Thompson never attempted to profit from her work, made little attempt to conceal her hacking, and was apprehended because she publicly posted a list of breached directories without data—making one of the biggest cyber attacks in history rather mysterious. Whatever the motives, the victims were exposed.
Cyber Attack vs Virus
A cyber attack and a virus are not exactly the same. Although all computer viruses are a type of cyber attack, not all cyber attacks are viruses. Computer viruses are pieces of malicious code that spread across computers and networks like a contagious disease might. They are a type of active cyber attack.
Cyber Attack vs Spyware
Spyware is also a type of cyber attack. Spyware is software that takes a specific aim at a users’ hard drive in order to transmit its data without the user knowing. Spyware provides a 3rd party user access to information about another user’s computer activities
Does Yubico Offer Cyber Attack Protection?

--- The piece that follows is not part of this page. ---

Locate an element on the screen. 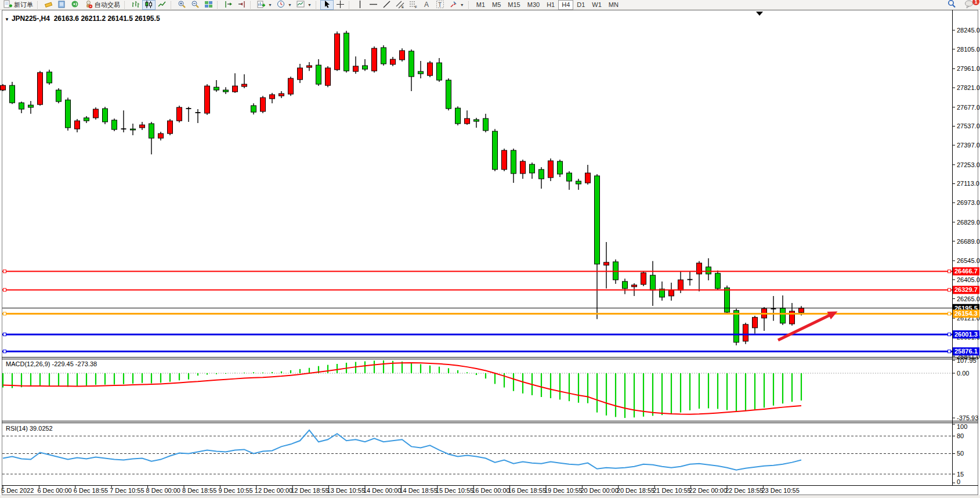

Yubico helps organizations of all sizes and individuals minimize their risk of cyber attack with the YubiKey. YubiKeys offer strong MFA access to business applications across employee and personal devices. YubiKeys deliver the best user experience and the highest assurance security, protecting staff against account takeovers and phishing attacks.
Yubico helps organizations reduce their risk of cyber attacks, successfully addressing compliance requirements and protecting sensitive customer and financial data with the YubiKey’s strong hardware-backed security. With YubiKey, organizations effectively verify all customer and employee identities before providing access to critical information—yet user experience is never sacrificed.
The YubiKey’s physical security element requires explicit user consent, but it’s easy to use—the consent comes with a tap or touch of the YubiKey itself. This active role for the user improves the secure login process, and protects the user from even very persuasive, complex cyber attacks as it binds the user login to the original website’s URL and cannot be fooled into revealing user credentials.
No matter how many times hackers steal username and password or other sensitive data through data breaches, they cannot impersonate you and login without the YubiKey in their physical possession. YubiKey can help prevent cyber attacks on healthcare industry organizations, spoofing cyber attacks, election cyber attacks, cyber attacks on government agencies, and cyber attacks through ransomware.
Obviously, cyber attack prevention is critical. It’s important to know how to prepare for a cyber attack, but there’s no substitute for preventing attacks in the first place.